I used to be the lead designer for a stellarator fusion startup. Zoo is the tool I wish existed - here's why.
Modern design and simulations tools are tedious and segregated, and going from something that looks good in simulation to something manufacturable is itself an art of engineering experience. Design and simulations tools have become more feature-rich in recent years but haven't fundamentally changed all that much - its endless point-and-click operations.
ML has accelerated software development by 10-100x but mechanical design hasn't kept up.
There's two main methods by which hardware can become as fluid and quickly iterable as software:
- Accelerating the design and simulation tools
- Accelerating modular, flexible manufacturing methods
Here's the simple reason I'm proud to be an investor in
@zoodotdev - it has the potential to hit both of these directly on the head.
There is no separation from design to manufacturing - this is why Bill Rich, who led Lockheed Martin's Skunkworks said engineers need to spend time with machinists - what might look good in a design might be impossible to manufacture, and small design tweaks can save a huge number of steps in tooling setup and machining methods.
Similarly, there's no separating design from simulations. In modern contexts these are in constant feedback to hit performance specs across thermal, mechanical, and electromagnetic domains using both FEA and CFD simulation tools.
At the heart of every design tools lies the Geometry Kernel, an often-under appreciated code behemoth that calculates the countless geometrical edge cases that enable a designer to put their ideas into mathematically defined geometries.
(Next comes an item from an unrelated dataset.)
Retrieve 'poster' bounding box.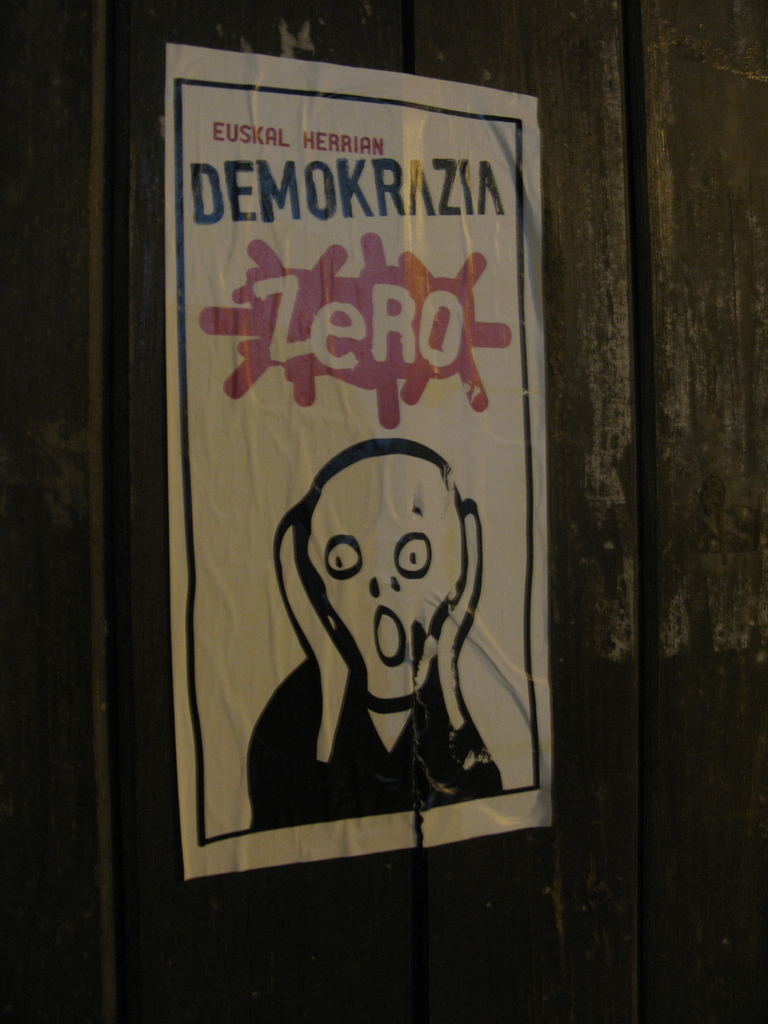
Bounding box: box=[172, 41, 550, 875].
Yet the majority of design tools today haven't fundamentally changed in decades - its a point-and-click interface where a scripting back-end may be available, but is often far-separated from the users familiar actions.
What Zoo is fundamentally doing is several things:
- Creating the first new professional geometry kernel in decades from the ground up intended to be accelerated by ML automation in generating mathematically defined geometries aligned with the users intention
- Placing scripting and UI design methods on equal footing, so every UI design decision generates code automatically, natively training designers in how to think through a design programmatically.
And in the near future:
- Integrating simulations methods from FEA and CFD into the design process, so there is no clumsy translation back-and-forth with static STEP files between Solidworks / etc into COMSOL or ANSYS, where simulation-informed design changes require tediously re-assigning boundary conditions. Instead, a design can be simulated and optimized within the gradient space of its performance metrics automatically.
And further out than that?
- Piping the whole thing into manufacturing methods. Capture the designers intent, simulate to performance specs, and have contextual awareness of how something can be made, all in one process thats accelerated by ML.
Everything is downstream of the design process that seeks to achieve a performance metric, bounded by what can be manufactured. Starting with the design, then moving into simulations, and then manufacturing is how you go from
"Point and click tedious CAD"
to
"Jarvis, design a new repulsor jet"
Today the text-to-CAD may just be simple gears and components, but soon larger complicated assemblies. I wouldn't bet against the compounding returns on user-generated data in accelerating the performance of ML-enhanced design tools.
Excited to share version 1.0 of
@zoodotdev's Design Studio, our flagship product bringing together traditional CAD workflows, alongside our ML capabilities with Text-to-CAD.
No other product offers a hybrid of both of these capabilities.